Old thread, but nonetheless, I'll throw my view on this motherboard:
The reason why it's expensive is because it's loaded with stuff you won't see on most if any similar motherboards (true for most Supermicro motherboards). The board has a real southbridge, ICH9R, which can do RAID 0, 1, 5 and 10 and offers 6 SATA 3Gb/s ports, not 2 like NM10 (which doesn't do RAID either; I believe you need Windows for RAID 5 on Intel southbridges anyway). In addition to that it has
two Intel 82574L Gigabit controllers - most boards have one, maybe two but Realtek, which in my experience (and many who have used both) Intel makes some of the best (speed and reliability) ethernet controllers. You also get PCI-E 2.0 x4 in an x16 slot for expansion, as well as one USB 2.0 port intended to for a flash drive to boot from; there's also a 4-pin molex to power fans or other low-power stuff and two 4-pin PWM fan headers.

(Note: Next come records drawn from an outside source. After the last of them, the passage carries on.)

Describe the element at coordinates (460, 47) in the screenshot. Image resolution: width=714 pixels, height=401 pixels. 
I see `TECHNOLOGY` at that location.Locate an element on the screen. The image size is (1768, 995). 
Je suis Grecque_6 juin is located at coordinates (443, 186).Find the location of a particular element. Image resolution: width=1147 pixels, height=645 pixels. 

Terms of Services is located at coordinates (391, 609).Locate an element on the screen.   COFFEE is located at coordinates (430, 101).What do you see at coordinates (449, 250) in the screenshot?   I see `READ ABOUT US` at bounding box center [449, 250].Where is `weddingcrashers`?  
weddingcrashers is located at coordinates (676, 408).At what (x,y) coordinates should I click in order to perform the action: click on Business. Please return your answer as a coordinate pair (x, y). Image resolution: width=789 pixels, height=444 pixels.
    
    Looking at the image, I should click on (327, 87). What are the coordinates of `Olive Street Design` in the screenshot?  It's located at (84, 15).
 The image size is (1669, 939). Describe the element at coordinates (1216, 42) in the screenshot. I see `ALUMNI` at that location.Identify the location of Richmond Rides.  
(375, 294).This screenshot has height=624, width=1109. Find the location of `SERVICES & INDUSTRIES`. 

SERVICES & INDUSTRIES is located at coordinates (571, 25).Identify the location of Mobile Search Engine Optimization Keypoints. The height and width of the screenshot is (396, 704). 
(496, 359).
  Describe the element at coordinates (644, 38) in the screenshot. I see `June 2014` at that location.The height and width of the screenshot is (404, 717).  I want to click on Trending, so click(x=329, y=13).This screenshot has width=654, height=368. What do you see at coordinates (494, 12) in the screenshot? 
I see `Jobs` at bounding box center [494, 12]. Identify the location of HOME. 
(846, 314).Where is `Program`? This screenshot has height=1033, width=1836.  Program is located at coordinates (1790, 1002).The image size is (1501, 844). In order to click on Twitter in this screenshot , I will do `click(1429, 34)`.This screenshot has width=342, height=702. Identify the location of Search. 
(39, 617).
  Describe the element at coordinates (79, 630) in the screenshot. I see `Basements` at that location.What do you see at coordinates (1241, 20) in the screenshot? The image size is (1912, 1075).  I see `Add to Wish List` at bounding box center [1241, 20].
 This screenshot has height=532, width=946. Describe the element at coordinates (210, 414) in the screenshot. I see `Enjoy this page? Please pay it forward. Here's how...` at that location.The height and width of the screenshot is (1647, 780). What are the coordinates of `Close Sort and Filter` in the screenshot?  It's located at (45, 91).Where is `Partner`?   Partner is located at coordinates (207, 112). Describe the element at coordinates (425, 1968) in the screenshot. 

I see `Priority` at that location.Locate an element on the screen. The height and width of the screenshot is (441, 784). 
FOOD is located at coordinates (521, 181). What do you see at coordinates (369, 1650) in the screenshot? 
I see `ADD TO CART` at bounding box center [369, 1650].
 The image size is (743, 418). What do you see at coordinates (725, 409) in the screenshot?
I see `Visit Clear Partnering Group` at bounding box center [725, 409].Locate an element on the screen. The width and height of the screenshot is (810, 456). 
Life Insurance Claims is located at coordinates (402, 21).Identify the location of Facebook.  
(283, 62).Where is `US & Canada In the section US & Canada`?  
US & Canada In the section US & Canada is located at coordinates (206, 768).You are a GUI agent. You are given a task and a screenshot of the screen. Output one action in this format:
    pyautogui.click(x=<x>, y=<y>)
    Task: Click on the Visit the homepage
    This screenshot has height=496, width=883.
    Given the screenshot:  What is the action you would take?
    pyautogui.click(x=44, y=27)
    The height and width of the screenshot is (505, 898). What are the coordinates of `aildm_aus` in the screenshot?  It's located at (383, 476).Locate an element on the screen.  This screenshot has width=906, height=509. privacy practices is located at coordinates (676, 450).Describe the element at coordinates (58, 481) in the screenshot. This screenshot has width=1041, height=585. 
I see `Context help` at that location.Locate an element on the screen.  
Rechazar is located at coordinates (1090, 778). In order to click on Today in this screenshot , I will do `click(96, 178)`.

The most important thing about it is it's integrated video chip (Matrox G200eW is nothing spectacular, VGA output and 8MB DDR - that's the amount of
cache quad-core CPUs have) and IPMI with a dedicated Etherner port. This is for a really awesome feature this board is all about - remote management, you know, the thing you get with Dell's iDRAC cards. I won't get into detail about that, as Patrick @ ServeTheHome
has written a lot about it (and about Supermicro in general), so just head there and read his post - it's extremely detailed.
This board is easily worth it's price, just like most Supermicro boards (on some boards the onboard components are worth more than a motherboard + those purchased separately, like X8ST3-F or X8SI6-F).